Kubera OnPrem on Rancher RKE

Written by Niladri | Oct 22, 2020 3:42:21 PM

MayaData’s hot new SaaS offering now has an on-premise version -- Kubera OnPrem. With Kubera OnPrem, you (and I) can now use Kubera from behind the air-gap curtain. So, I decided to spin up a Rancher RKE cluster and take Kubera OnPrem for a spin. Here’s how I did it:


Step 1: Sign up for Kubera

This one is straightforward. Hop on over to portal.mayadata.io and sign up for a free account. Fill out your profile page with your details.


Step 2: Click on ‘Download Kubera OnPrem’


Step 3: Check your email

Check your registered email address for the credentials to MayaData’s docker registry.


Step 4: Enable iSCSI services on your cluster

Let’s jump on to our RKE cluster. Check if iSCSI initiator packages are installed on all of your hosts and if the iscsid service is running.

Log in to your hosts using SSH. Check if the service iscsid is running --

systemctl status iscsid

If the service is not running or it does not exist, execute the following commands:
For Ubuntu/Debian,

sudo apt-get install -y open-iscsi
sudo systemctl enable --now iscsid

For RHEL/CentOS,

sudo yum install -y iscsi-initiator-utils
sudo systemctl enable --now iscsid

You have to install the iSCSI initiators on all of your hosts -- control plane/etcd/master.

Mount the iscsiadm tool binary, the configuration files for the daemon, and the kernel modules of the host to the kubelet container. You can do this by adding the following extra_binds to your cluster.yml file and executing rke up.

services:
  kubelet: 
    extra_binds: 
    - "/etc/iscsi:/etc/iscsi"
    - "/sbin/iscsiadm:/sbin/iscsiadm"
    - "/var/lib/iscsi:/var/lib/iscsi"
    - "/lib/modules"
    - "/var/openebs/local:/var/openebs/local"

Step 5: Add helm repo

Add the kubera helm repo using the following command.

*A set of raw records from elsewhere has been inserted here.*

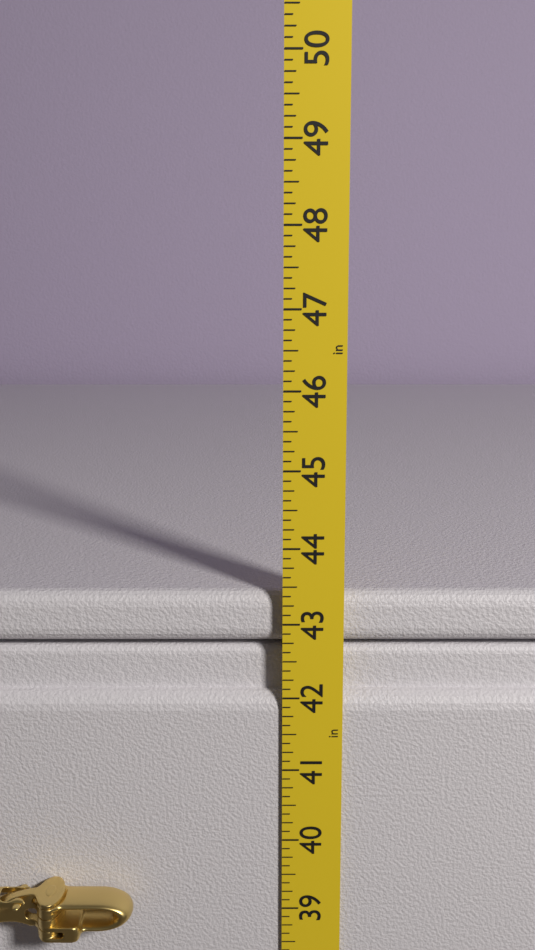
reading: 43.375 in
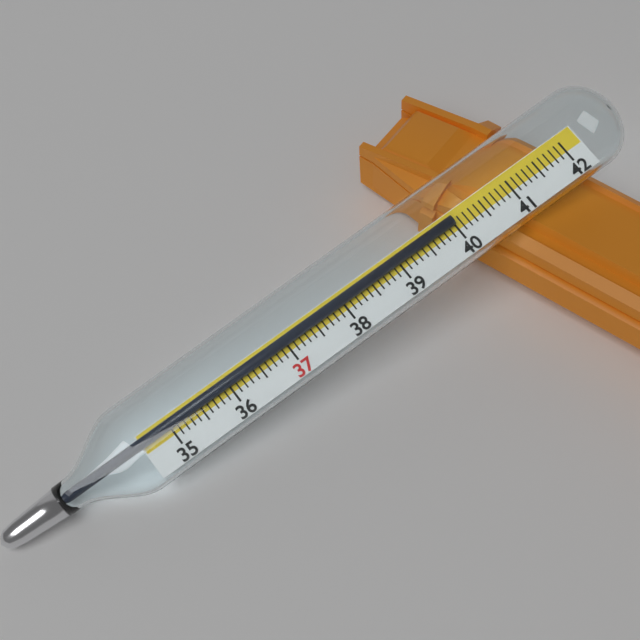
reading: 40.0 (no unit)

helm repo add kubera https://charts.mayadata.io/

Step 6: Install OpenEBS Enterprise Edition

You can skip this step if you already have OpenEBS installed.

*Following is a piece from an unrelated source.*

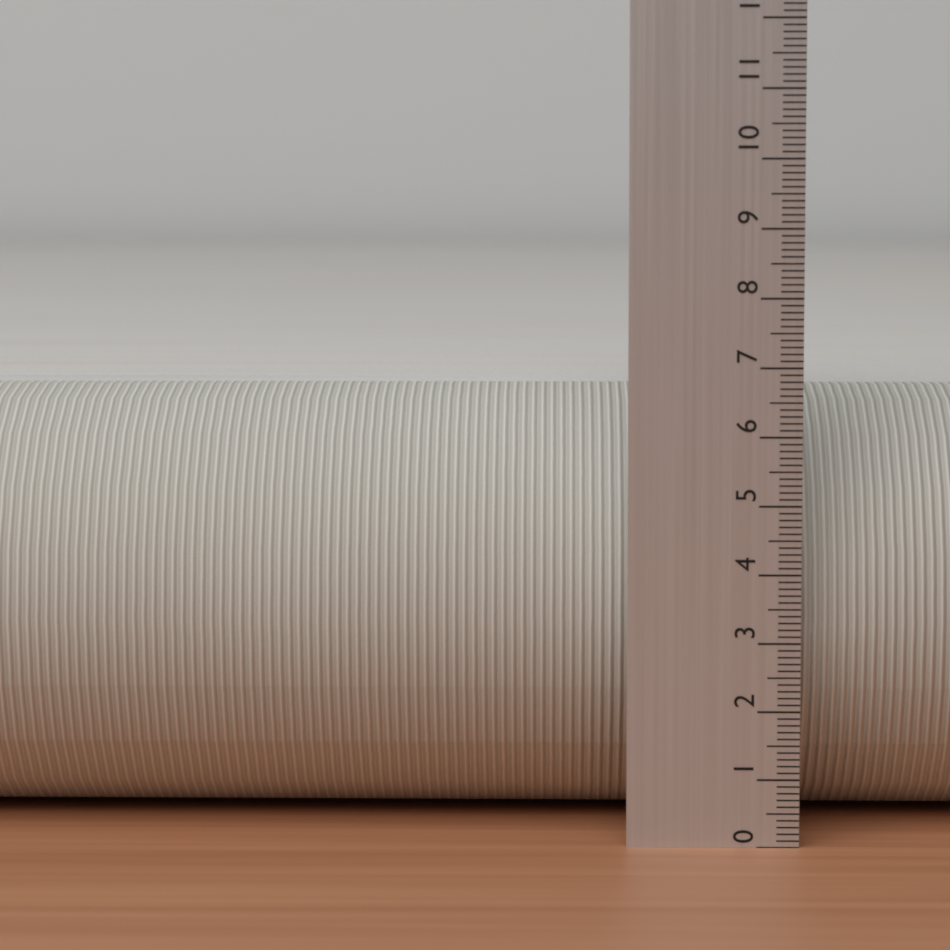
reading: 6.5 (no unit)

OpenEBS Enterprise Edition is included in the same helm chart as Kubera. The first step is to create the openebs namespace.

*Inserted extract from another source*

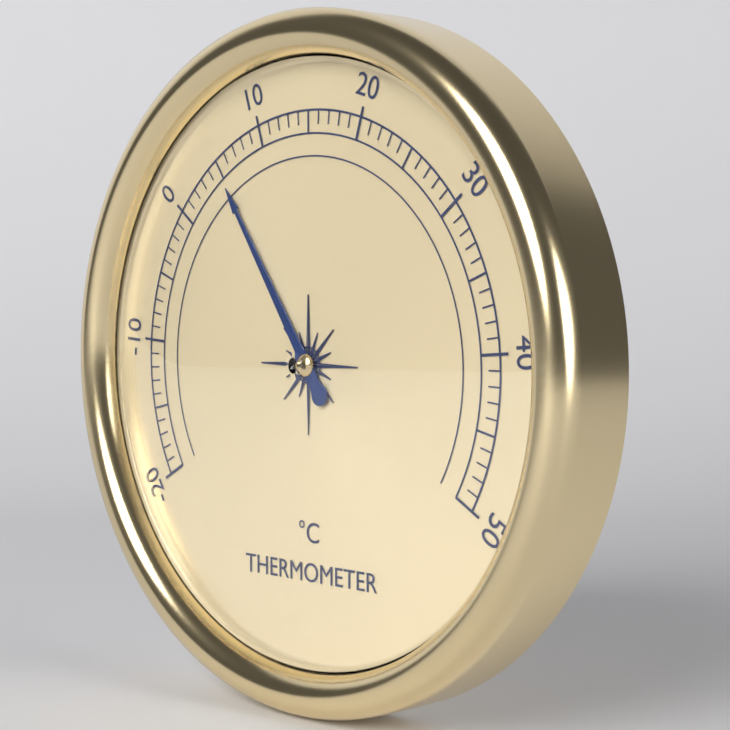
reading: 5 °C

kubectl create namespace openebs

Update the helm repo.

helm repo update

Finally, install OpenEBS Enterprise Edition using the following command. The following command is compatible with helm v3.

helm install openebs kubera/kubera-charts \
--namespace openebs \
--set serviceAccount.name=openebs-maya-operator \
--set nginx-ingress.enabled=false \
--set type.installDirector=false

Step 7: Install Kubera Director OnPrem

Let’s create a new namespace for the Kubera Director components.

kubectl create namespace kubera

Next, create the docker-registry secret using the credentials from the email in step 3.

kubectl create secret docker-registry kubera-registry \
--namespace kubera \
--docker-server=registry.mayadata.io \
--docker-username=<username> \
--docker-password=<password>

Finally, install the Kubera Director components using the following helm command. The helm command is compatible with helm v3.

helm install kubera kubera/kubera-charts \
--namespace kubera \
--set server.url=http://<server-url> \
--set server.dockerSecret=kubera-registry \
--set nginx-ingress.enabled=false \
--set type.installOpenebs=false

For the server.url values, set an IP address/hostname of any one of your worker nodes. If you are using a load balancer, use an IP address/domain name that your other clusters can use to reach this cluster’s (Kubera’s host cluster) load balancer. It is recommended that you use a load balancer to achieve high-availability.

The ingress controller in the RKE cluster will make the service available on all of your worker nodes. However, the server.url set in the above command must be reachable at all times.

If you intend to use Kubera OnPrem in public network space, then it is recommended that you enable TLS. Click here to learn more.


Step 8: That’s it! You’re done.

Use your browser to reach the IP/URL that you set in step 7.

You can log in to Kubera OnPrem using the default administrator account.

Username: Administrator
Password: password

Authentication using GitHub and Google Auth is also supported. You can set it up using the advanced installation instructions here.